# [TASK DIRECTIONS]
Please restate, exactly as they appear, only the lines from the one that contains "Identify the location" to the final line of the entries, with no pictures.

Source data
○ ○ ○

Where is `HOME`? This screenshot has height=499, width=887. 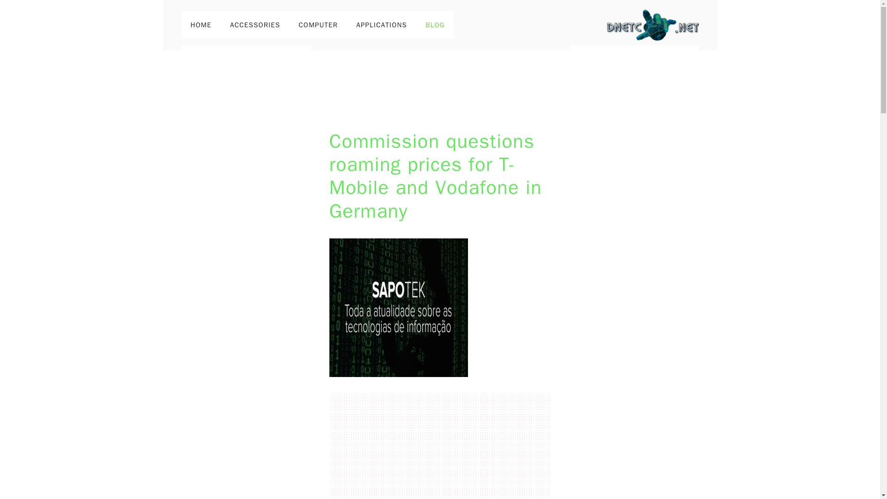
HOME is located at coordinates (201, 25).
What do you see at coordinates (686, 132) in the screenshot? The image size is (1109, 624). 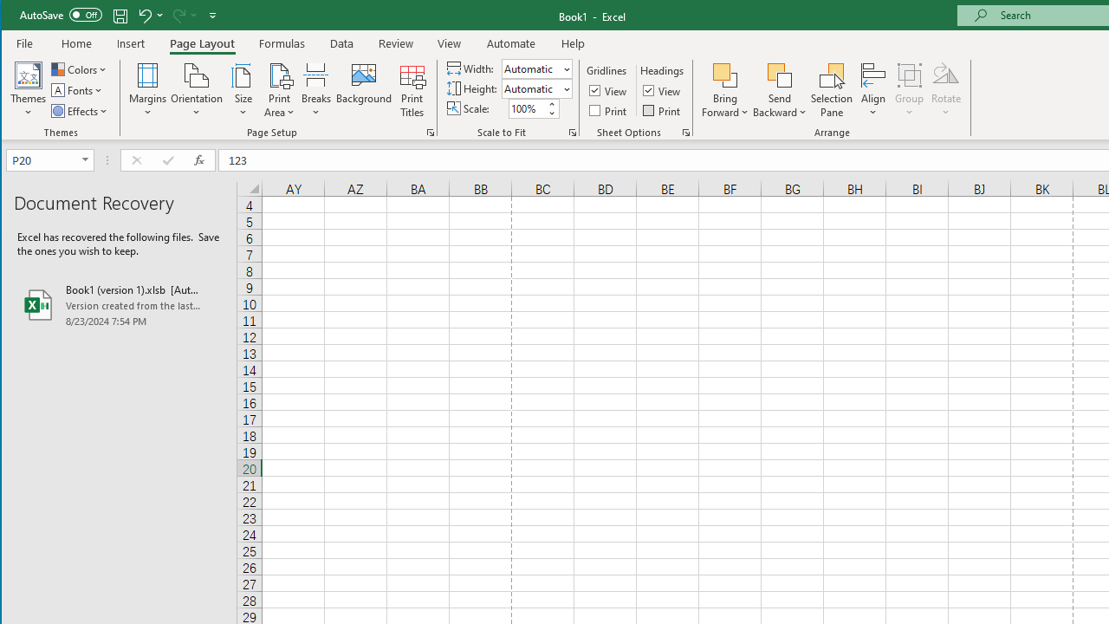 I see `Sheet Options` at bounding box center [686, 132].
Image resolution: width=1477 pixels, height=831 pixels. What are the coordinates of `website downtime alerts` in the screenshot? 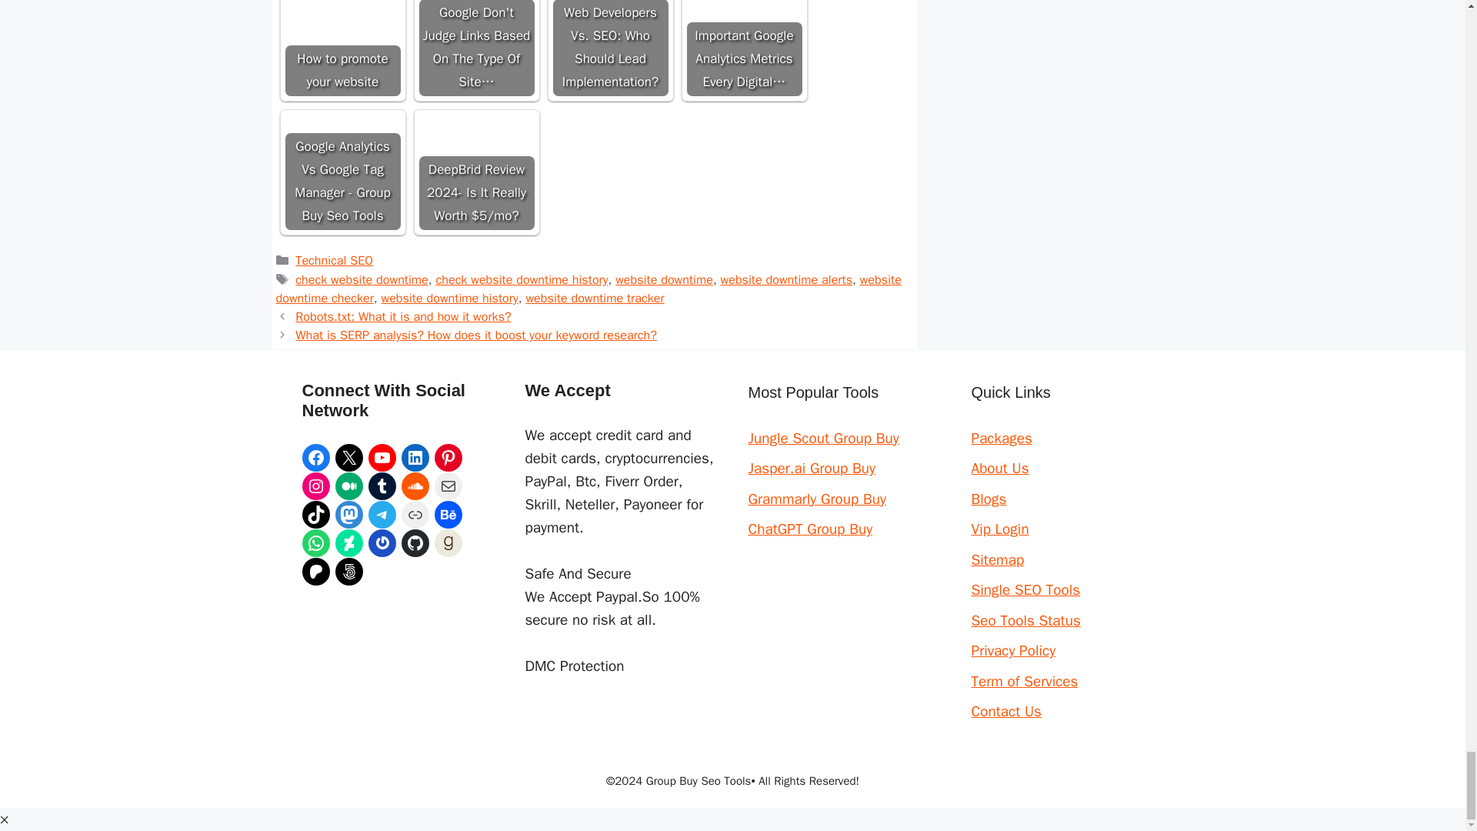 It's located at (786, 279).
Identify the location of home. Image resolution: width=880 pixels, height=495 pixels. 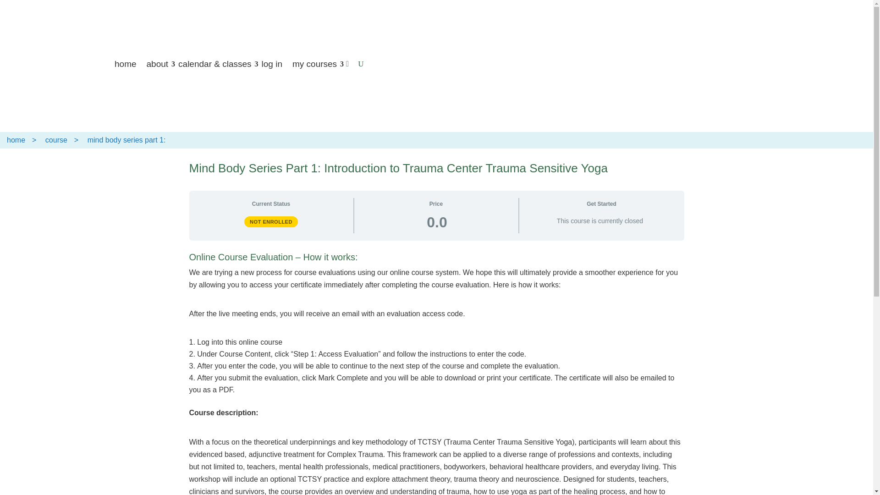
(16, 140).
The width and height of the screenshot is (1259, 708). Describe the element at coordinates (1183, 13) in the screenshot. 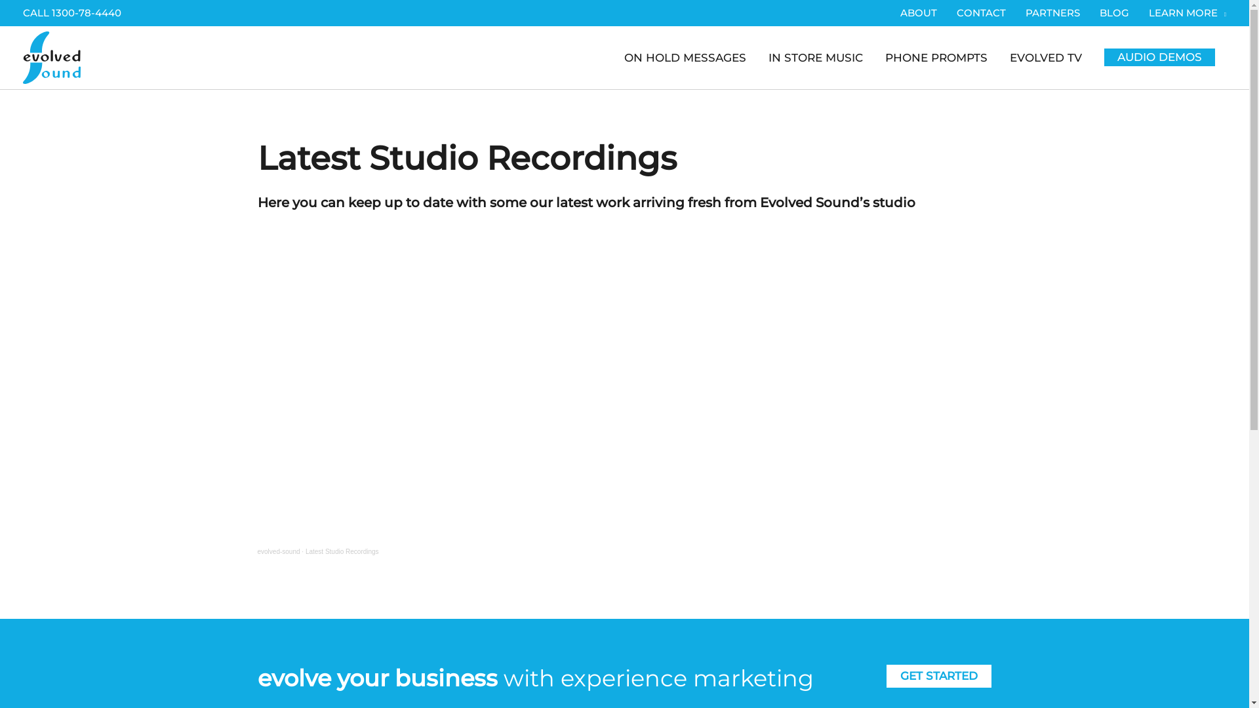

○ ○ ○

# [OUTPUT FOR THIS EXERCISE]
Identify the location of home. Image resolution: width=880 pixels, height=495 pixels. 
(16, 140).
The width and height of the screenshot is (1259, 708). Describe the element at coordinates (1183, 13) in the screenshot. 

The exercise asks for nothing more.